Windsor Star

Discipline hearing for serial killer puts college of nurses under fire

- JENNIFER BIEMAN

What’s the point?

Imprisoned after murdering eight Southweste­rn Ontario nursing home residents, former nurse Elizabeth Wettlaufer faces a profession­al discipline hearing Tuesday for her killing spree and other crimes.

She’s already behind bars, she’s surrendere­d her nursing licence.

While the College of Nurses of Ontario is moving to close the file on the worst serial killer in Canadian health-care history, critics wonder where it was three years ago when Wettlaufer was fired from the Woodstock nursing home where she murdered seven people with insulin overdoses, only to be hired by another home in London, Meadow Park, where she went on to kill her final victim.

“Sure, have the hearing now. But the time to have it would have been immediatel­y after she was dismissed for (allegedly making) medication errors,” Wanda Morris of CARP, the Canadian Associatio­n of Retired Persons, said Monday.

“We need to take it up a level to say, ‘Why the heck didn’t this hearing happen earlier?’ ”

How Wettlaufer’s crimes — eight first-degree murders over seven years, four attempted murders and two counts of aggravated assault, all involving elderly people in her care — could have gone on for so long, without being stopped, is concerning to Morris.

She said a life could have been saved if the nurses college had acted when Wettlaufer was terminated in March 2014 at the Caressant Care nursing home in Woodstock, where, according to court documents obtained for a search warrant in the criminal investigat­ion, she was fired amid allegation­s of repeated medication-related errors.

“This is something that should have happened within three months, not more than three years.”

The regulator began its investigat­ion on Sept. 30, 2016, the same day Wettlaufer resigned her membership and told the regulatory agency of her actions, said director of communicat­ions Deborah Jones.

“Given that serious criminal charges were pending, our priority was to avoid interferin­g with the criminal process,” she wrote in an email.

When Wettlaufer pleaded guilty to all the criminal charges on June 1, the college “accelerate­d its investigat­ion” and issued a disciplina­ry notice just three days before the ex-nurse was sentenced.

Even with Wettlaufer’s conviction­s, her life sentence with no chance of parole for 25 years and voluntaril­y surrenderi­ng her licence, Jones said the college needs to officially bar her from the nursing profession.

“While this may appear redundant, it is important from a systemic point of view,” she said.

The college, in its notice for Tuesday’s hearing, alleges Wettlaufer verbally, physically or emotionall­y abused 14 patients and engaged in “disgracefu­l, dishonoura­ble or unprofessi­onal conduct,” including by intentiona­lly killing eight people with insulin overdoses.

If the college finds Wettlaufer guilty, it could bar her from ever practising nursing in Ontario again or slap her with a maximum $35,000 fine.

Wettlaufer could also be on the hook for the college’s legal expenses, investigat­ion and hearing costs.

Due process or not, the timing of the college’s disciplina­ry move isn’t good enough for Queen’s Park critics, who say the regulator needs to come clean about why action against Wettlaufer took so long.

“When Wettlaufer left her first place of employment there should have been flags all over to go to the next place of employment,” said Bill Walker, the Progressiv­e Conservati­ve long-term care critic.

“That should have been on her record,” said the Bruce-GreyOwen Sound MPP. “The college, in my mind, should have been all over this.”

Walker said he hopes more answers will come out when a public inquiry — promised by Ontario’s Liberal government the same day Wettlaufer was sentenced — gets underway.

The timeline, details and scope of the investigat­ion — and who will lead it — haven’t yet been released.

Though she said she’s concerned about the college’s oversight, Ontario New Democrat seniors’ affairs critic Teresa Armstrong said she hopes the inquiry will give the public the answers they deserve.

“For families that have lost loved ones, the hearing is coming a little too late. But I think that’s why the inquiry is the right thing to do,” said the London-Fanshawe MPP.

“From there, we’ll go forward and get a broader look into the systemic issues that are plaguing long-term care.”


--- ABOUT THIS EXERCISE ---
All entries below are to be reproduced precisely as they stand, without the pictures.

(Entries taken from a collection)

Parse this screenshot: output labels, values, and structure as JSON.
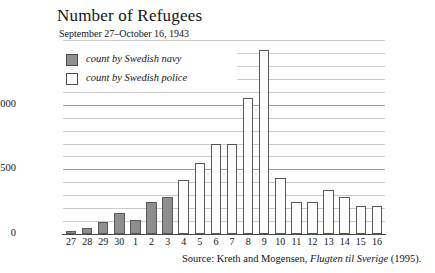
{
  "chart_data": {
    "type": "bar",
    "title": "Number of Refugees",
    "subtitle": "September 27–October 16, 1943",
    "xlabel": "",
    "ylabel": "",
    "ylim": [
      0,
      1500
    ],
    "ytick_values": [
      0,
      500,
      1000
    ],
    "ytick_labels": [
      "0",
      "500",
      "1000"
    ],
    "minor_gridline_step": 100,
    "grid": true,
    "legend_position": "top-left",
    "categories": [
      "27",
      "28",
      "29",
      "30",
      "1",
      "2",
      "3",
      "4",
      "5",
      "6",
      "7",
      "8",
      "9",
      "10",
      "11",
      "12",
      "13",
      "14",
      "15",
      "16"
    ],
    "series": [
      {
        "name": "count by Swedish navy",
        "color": "#8e8e8e",
        "values": [
          25,
          50,
          90,
          160,
          110,
          250,
          290,
          null,
          null,
          null,
          null,
          null,
          null,
          null,
          null,
          null,
          null,
          null,
          null,
          null
        ]
      },
      {
        "name": "count by Swedish police",
        "color": "#ffffff",
        "values": [
          null,
          null,
          null,
          null,
          null,
          null,
          null,
          420,
          550,
          700,
          700,
          1050,
          1420,
          430,
          250,
          250,
          340,
          290,
          220,
          220
        ]
      }
    ],
    "bars": [
      {
        "category": "27",
        "value": 25,
        "series": "count by Swedish navy"
      },
      {
        "category": "28",
        "value": 50,
        "series": "count by Swedish navy"
      },
      {
        "category": "29",
        "value": 90,
        "series": "count by Swedish navy"
      },
      {
        "category": "30",
        "value": 160,
        "series": "count by Swedish navy"
      },
      {
        "category": "1",
        "value": 110,
        "series": "count by Swedish navy"
      },
      {
        "category": "2",
        "value": 250,
        "series": "count by Swedish navy"
      },
      {
        "category": "3",
        "value": 290,
        "series": "count by Swedish navy"
      },
      {
        "category": "4",
        "value": 420,
        "series": "count by Swedish police"
      },
      {
        "category": "5",
        "value": 550,
        "series": "count by Swedish police"
      },
      {
        "category": "6",
        "value": 700,
        "series": "count by Swedish police"
      },
      {
        "category": "7",
        "value": 700,
        "series": "count by Swedish police"
      },
      {
        "category": "8",
        "value": 1050,
        "series": "count by Swedish police"
      },
      {
        "category": "9",
        "value": 1420,
        "series": "count by Swedish police"
      },
      {
        "category": "10",
        "value": 430,
        "series": "count by Swedish police"
      },
      {
        "category": "11",
        "value": 250,
        "series": "count by Swedish police"
      },
      {
        "category": "12",
        "value": 250,
        "series": "count by Swedish police"
      },
      {
        "category": "13",
        "value": 340,
        "series": "count by Swedish police"
      },
      {
        "category": "14",
        "value": 290,
        "series": "count by Swedish police"
      },
      {
        "category": "15",
        "value": 220,
        "series": "count by Swedish police"
      },
      {
        "category": "16",
        "value": 220,
        "series": "count by Swedish police"
      }
    ],
    "annotations": {
      "source_prefix": "Source: Kreth and Mogensen,",
      "source_work": "Flugten til Sverige",
      "source_suffix": "(1995)."
    }
  }
}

--- SOLUTION TO THE PROBLEM ---
Parse this screenshot: output labels, values, and structure as JSON.
{
  "chart_data": {
    "type": "bar",
    "title": "Number of Refugees",
    "subtitle": "September 27–October 16, 1943",
    "xlabel": "",
    "ylabel": "",
    "ylim": [
      0,
      1500
    ],
    "ytick_values": [
      0,
      500,
      1000
    ],
    "ytick_labels": [
      "0",
      "500",
      "1000"
    ],
    "minor_gridline_step": 100,
    "grid": true,
    "legend_position": "top-left",
    "categories": [
      "27",
      "28",
      "29",
      "30",
      "1",
      "2",
      "3",
      "4",
      "5",
      "6",
      "7",
      "8",
      "9",
      "10",
      "11",
      "12",
      "13",
      "14",
      "15",
      "16"
    ],
    "series": [
      {
        "name": "count by Swedish navy",
        "color": "#8e8e8e",
        "values": [
          25,
          50,
          90,
          160,
          110,
          250,
          290,
          null,
          null,
          null,
          null,
          null,
          null,
          null,
          null,
          null,
          null,
          null,
          null,
          null
        ]
      },
      {
        "name": "count by Swedish police",
        "color": "#ffffff",
        "values": [
          null,
          null,
          null,
          null,
          null,
          null,
          null,
          420,
          550,
          700,
          700,
          1050,
          1420,
          430,
          250,
          250,
          340,
          290,
          220,
          220
        ]
      }
    ],
    "bars": [
      {
        "category": "27",
        "value": 25,
        "series": "count by Swedish navy"
      },
      {
        "category": "28",
        "value": 50,
        "series": "count by Swedish navy"
      },
      {
        "category": "29",
        "value": 90,
        "series": "count by Swedish navy"
      },
      {
        "category": "30",
        "value": 160,
        "series": "count by Swedish navy"
      },
      {
        "category": "1",
        "value": 110,
        "series": "count by Swedish navy"
      },
      {
        "category": "2",
        "value": 250,
        "series": "count by Swedish navy"
      },
      {
        "category": "3",
        "value": 290,
        "series": "count by Swedish navy"
      },
      {
        "category": "4",
        "value": 420,
        "series": "count by Swedish police"
      },
      {
        "category": "5",
        "value": 550,
        "series": "count by Swedish police"
      },
      {
        "category": "6",
        "value": 700,
        "series": "count by Swedish police"
      },
      {
        "category": "7",
        "value": 700,
        "series": "count by Swedish police"
      },
      {
        "category": "8",
        "value": 1050,
        "series": "count by Swedish police"
      },
      {
        "category": "9",
        "value": 1420,
        "series": "count by Swedish police"
      },
      {
        "category": "10",
        "value": 430,
        "series": "count by Swedish police"
      },
      {
        "category": "11",
        "value": 250,
        "series": "count by Swedish police"
      },
      {
        "category": "12",
        "value": 250,
        "series": "count by Swedish police"
      },
      {
        "category": "13",
        "value": 340,
        "series": "count by Swedish police"
      },
      {
        "category": "14",
        "value": 290,
        "series": "count by Swedish police"
      },
      {
        "category": "15",
        "value": 220,
        "series": "count by Swedish police"
      },
      {
        "category": "16",
        "value": 220,
        "series": "count by Swedish police"
      }
    ],
    "annotations": {
      "source_prefix": "Source: Kreth and Mogensen,",
      "source_work": "Flugten til Sverige",
      "source_suffix": "(1995)."
    }
  }
}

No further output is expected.